His eyes were icy blue, emotionless, as flat as a central Georgia blacktop.

“Morning, Mr. Peele,” Meltzer said, in the same cocky tone he’d used with Lewis Freeman.
“How about inviting us in while my deputies look around?” He opened the warrant and
held it up. Peele didn’t take it.

“Do I have a choice?” he asked. No concern in his voice. He was a transplant from
Pennsylvania, a Georgia State grad. He’d been married right out of college to a southern
girl. They’d made their home here. He pointed to the rubber scraper doormat. “Wipe
your feet, please.” He turned his back and walked inside, left the door standing open.
He was wearing faded jeans and sandals, a tight short-sleeved red cotton pullover
that showed off the width of his shoulders and the
taper at his waist. Logan Peele was clearly as meticulous about caring for his body
as he was his property. We followed a long hallway with gleaming hardwood floors and
narrow woven runners. I saw smoke and carbon monoxide detectors near the ceiling and
a security camera with a blinking motion light disguised to look like a smoke alarm.
Classical music was coming from speakers wired into the walls. He led us into his
living room. I glanced at the bookcase, at the furniture, modern and pricey, carefully
chosen. I looked at the end tables and lamp bases. Not a speck of dust. The bookcase
was lined with hardcovers—biographies, memoirs, books about how successful people
get that way.

“How about we go to the kitchen where we’ll be out of the way for a while? Coffee
smells fresh,” the sheriff said. “Why don’t you make us a cup?”
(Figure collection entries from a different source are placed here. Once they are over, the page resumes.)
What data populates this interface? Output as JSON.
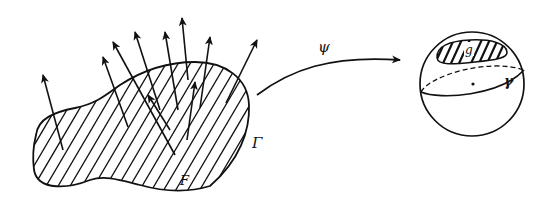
{
  "diagram": {
    "labels": {
      "boundary": "Γ",
      "region": "F",
      "map": "ψ",
      "image_region": "g",
      "image_curve": "γ"
    },
    "colors": {
      "ink": "#111111",
      "background": "#ffffff"
    }
  }
}
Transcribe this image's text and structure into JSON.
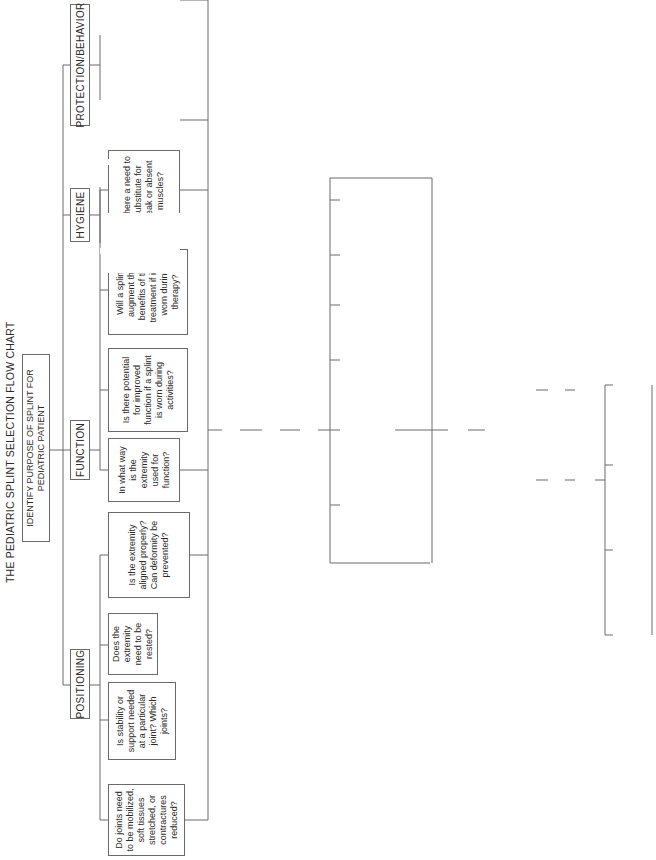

Peele’s fair skin pinkened at the sheriff’s suggestion. His jawbone reacted for a
split second. Logan Peele didn’t like being told what to do and he didn’t like us
taking over his home. He’d given up any expectation of privacy when he’d agreed to
the terms of his parole. It would be difficult for a private man, a man who controlled
his environment like Peele did, to live with that. It wasn’t sympathy I felt for him.
It was simply understanding. He deserved much worse.

We followed him to a kitchen with slate floors and a white marble island with four
stools, two on each side, high cream-colored leather backs. There wasn’t an orange
or an apple or a loaf of bread or a crumb anywhere. Everything was put away. It might
as well have been a model home on a realtor’s tour. Peele took a glass carafe with
milk from the fridge. The cabinets had clear fronts, and the matching onyx mugs and
plates were ordered by size. He removed three cups from the cabinet, opened a drawer
with a pullout Keurig rack, and took out three K-Cups marked
FRENCH ROAST
. The sheriff gave me a look that let me know he was enjoying this. We waited in silence
while Peele filled our mugs one at a time and set them on the island next to the milk
bottle and a bowl of sugar. He placed two spoons on top of a cloth napkin. The sheriff
and I were on one side of the island. Peele was on the other with his back to the
brushed-steel appliances and sink.

“Want to tell me what this is about?” Peele asked. He sounded bored. He took a sip
from his mug, then set it down. I tried my coffee. It was the first decent cup I’d
had since arriving in this creepy little town.

“You have a nice place, Logan,” Meltzer said breezily, ignoring his question. “You
renovated about six months ago, didn’t you? Looks good. Work must be going well. You’re
an IT guy, right? You write software or something?” The sheriff dipped a spoon in
the sugar. Some of it spilled on the countertop on the way to his cup. Peele’s eyes
tracked the spoon, watched the granules land.